Economy Watch: E-Commerce Continues Making Inroads in Holiday Sales
For many commodities, shoppers are buying without a physical intermediary.
The postmortems of the holiday sales season aren’t quite done yet, with one of the more recent reports is based on Custora E-Commerce Pulse, an online dashboard tracking online transactions from over 200 U.S. retailers, 500 million shoppers, and over $100 billion in transaction revenue during November and December 2015. Its conclusion—one that standard retailers should pay attention to—is yet more evidence that for many commodities, shoppers are buying without a physical intermediary (a store, that is).
U.S. e-commerce revenue was up 12.1 percent this holiday season compared with 2014, keeping with the trend of double-digit growth over the past five years, Custora noted. Moreover, nearly a third of online purchases (30.4 percent) were made on a mobile device this holiday season, driven mostly by smartphone shopping.
Thanksgiving itself hasn’t caught on as a physical shopping day, though retailers are still trying. E-commerce is edging into the day, however. The trend toward mobile shopping was especially pronounced on Thanksgiving Day, when orders on phones and tablets constituted about 40 percent of all e-commerce transactions. Shopping thus seems to be another after- (or pre-) meal activity on that particular holiday.

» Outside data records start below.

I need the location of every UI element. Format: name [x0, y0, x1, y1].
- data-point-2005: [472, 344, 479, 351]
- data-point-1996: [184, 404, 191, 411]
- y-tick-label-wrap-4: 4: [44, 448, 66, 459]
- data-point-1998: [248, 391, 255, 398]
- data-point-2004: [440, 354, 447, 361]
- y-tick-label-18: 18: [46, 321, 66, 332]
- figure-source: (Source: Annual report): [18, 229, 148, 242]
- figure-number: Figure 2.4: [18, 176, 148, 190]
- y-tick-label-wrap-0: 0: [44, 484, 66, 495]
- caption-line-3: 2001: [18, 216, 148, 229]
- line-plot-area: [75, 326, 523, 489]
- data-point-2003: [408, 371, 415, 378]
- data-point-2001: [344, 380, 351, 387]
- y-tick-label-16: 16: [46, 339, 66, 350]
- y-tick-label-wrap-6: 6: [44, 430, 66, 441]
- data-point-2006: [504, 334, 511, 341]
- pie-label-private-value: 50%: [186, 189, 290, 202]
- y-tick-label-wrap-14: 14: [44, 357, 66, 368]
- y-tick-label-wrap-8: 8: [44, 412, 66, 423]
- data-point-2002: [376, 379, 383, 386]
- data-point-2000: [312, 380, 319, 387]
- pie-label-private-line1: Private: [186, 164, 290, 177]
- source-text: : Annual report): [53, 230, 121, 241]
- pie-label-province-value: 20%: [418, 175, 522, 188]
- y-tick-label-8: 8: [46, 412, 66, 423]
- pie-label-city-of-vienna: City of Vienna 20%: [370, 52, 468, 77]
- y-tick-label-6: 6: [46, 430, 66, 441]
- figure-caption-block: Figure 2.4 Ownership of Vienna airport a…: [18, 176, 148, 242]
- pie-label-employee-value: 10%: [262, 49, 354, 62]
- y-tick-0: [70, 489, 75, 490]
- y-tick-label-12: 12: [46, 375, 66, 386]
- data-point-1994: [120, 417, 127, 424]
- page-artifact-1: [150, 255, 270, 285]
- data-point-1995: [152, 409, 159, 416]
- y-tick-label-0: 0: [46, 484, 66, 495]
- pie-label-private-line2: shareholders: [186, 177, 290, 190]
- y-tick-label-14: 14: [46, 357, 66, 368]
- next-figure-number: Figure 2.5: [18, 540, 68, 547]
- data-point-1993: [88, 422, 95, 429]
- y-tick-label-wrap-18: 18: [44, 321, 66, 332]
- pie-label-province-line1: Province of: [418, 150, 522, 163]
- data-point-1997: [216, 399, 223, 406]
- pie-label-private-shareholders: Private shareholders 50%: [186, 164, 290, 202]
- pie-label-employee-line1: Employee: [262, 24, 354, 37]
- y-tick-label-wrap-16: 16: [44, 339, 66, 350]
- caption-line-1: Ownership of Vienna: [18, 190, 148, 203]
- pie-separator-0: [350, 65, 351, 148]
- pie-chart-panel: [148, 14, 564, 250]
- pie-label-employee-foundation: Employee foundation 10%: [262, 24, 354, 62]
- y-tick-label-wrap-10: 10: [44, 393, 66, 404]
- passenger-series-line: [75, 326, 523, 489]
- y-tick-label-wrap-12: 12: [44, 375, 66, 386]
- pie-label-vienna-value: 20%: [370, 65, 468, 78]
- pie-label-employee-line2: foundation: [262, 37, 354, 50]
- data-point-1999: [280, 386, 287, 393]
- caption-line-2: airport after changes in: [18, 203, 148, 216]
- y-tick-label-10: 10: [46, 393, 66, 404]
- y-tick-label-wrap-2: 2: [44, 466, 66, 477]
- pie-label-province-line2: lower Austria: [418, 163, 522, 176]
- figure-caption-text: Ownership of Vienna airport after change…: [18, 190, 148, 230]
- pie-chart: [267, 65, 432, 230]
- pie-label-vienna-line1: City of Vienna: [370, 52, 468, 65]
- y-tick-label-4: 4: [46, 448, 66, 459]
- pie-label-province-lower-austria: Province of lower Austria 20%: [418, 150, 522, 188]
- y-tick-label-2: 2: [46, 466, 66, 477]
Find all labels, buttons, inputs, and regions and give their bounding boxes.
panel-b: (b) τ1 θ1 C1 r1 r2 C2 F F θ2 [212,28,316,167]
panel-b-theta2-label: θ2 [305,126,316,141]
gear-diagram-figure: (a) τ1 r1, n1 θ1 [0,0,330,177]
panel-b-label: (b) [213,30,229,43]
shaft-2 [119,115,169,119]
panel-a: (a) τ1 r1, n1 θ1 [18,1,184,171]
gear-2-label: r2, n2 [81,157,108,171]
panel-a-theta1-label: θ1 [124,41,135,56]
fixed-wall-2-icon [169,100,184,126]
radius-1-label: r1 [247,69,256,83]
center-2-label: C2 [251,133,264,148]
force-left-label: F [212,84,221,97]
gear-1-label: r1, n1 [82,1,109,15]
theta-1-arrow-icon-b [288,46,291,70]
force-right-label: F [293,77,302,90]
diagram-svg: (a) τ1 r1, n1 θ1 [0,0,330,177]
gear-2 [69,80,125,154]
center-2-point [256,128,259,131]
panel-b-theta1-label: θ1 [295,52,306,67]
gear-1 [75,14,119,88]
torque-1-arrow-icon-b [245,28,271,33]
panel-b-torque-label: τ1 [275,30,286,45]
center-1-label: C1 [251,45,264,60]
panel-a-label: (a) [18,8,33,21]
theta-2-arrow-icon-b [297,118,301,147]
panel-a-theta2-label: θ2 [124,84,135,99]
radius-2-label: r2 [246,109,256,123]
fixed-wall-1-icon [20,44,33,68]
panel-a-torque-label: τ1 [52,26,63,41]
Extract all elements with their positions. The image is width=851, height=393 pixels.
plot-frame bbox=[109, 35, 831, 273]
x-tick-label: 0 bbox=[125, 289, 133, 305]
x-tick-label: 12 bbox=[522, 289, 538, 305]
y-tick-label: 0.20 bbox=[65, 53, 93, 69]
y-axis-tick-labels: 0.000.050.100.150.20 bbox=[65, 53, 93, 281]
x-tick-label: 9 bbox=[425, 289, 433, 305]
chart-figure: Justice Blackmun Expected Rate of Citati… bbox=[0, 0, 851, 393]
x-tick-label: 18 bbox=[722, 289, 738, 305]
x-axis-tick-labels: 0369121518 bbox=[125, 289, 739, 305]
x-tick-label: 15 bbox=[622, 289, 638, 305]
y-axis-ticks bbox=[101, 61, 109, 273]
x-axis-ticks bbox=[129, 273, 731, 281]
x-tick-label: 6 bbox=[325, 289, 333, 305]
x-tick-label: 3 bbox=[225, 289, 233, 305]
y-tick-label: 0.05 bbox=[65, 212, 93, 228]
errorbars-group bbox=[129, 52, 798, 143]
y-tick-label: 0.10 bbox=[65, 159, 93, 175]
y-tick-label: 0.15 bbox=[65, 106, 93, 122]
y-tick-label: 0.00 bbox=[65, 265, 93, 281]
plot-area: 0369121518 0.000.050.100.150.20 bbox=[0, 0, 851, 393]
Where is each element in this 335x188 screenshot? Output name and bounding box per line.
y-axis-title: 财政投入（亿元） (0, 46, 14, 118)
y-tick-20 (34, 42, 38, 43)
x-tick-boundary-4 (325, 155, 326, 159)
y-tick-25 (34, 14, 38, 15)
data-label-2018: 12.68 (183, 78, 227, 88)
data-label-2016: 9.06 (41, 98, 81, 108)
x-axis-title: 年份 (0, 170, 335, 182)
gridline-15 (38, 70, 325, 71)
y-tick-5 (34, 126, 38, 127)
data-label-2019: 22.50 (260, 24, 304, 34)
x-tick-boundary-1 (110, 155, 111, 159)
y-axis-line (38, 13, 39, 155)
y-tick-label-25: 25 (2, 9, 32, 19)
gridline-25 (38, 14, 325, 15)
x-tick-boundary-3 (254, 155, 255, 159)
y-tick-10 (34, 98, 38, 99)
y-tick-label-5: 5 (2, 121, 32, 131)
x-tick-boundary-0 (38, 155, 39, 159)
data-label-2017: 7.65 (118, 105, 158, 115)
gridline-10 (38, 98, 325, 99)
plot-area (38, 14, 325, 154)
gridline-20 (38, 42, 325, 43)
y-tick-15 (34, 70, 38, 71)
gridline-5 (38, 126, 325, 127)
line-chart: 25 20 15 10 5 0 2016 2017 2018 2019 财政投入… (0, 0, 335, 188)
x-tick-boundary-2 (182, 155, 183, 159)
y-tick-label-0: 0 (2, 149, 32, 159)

Black Friday was “Mobile Friday” again with 36.1 percent of sales made on phones and tablets, the report said. Outside the world of e-commerce, there are also hints that Black Friday isn’t the major sales event it once was, though for shopping on mobile devices, it’s and still one of the top two sales days for the season. The other is Cyber Monday, though sales on that day are stretching out into the week afterward.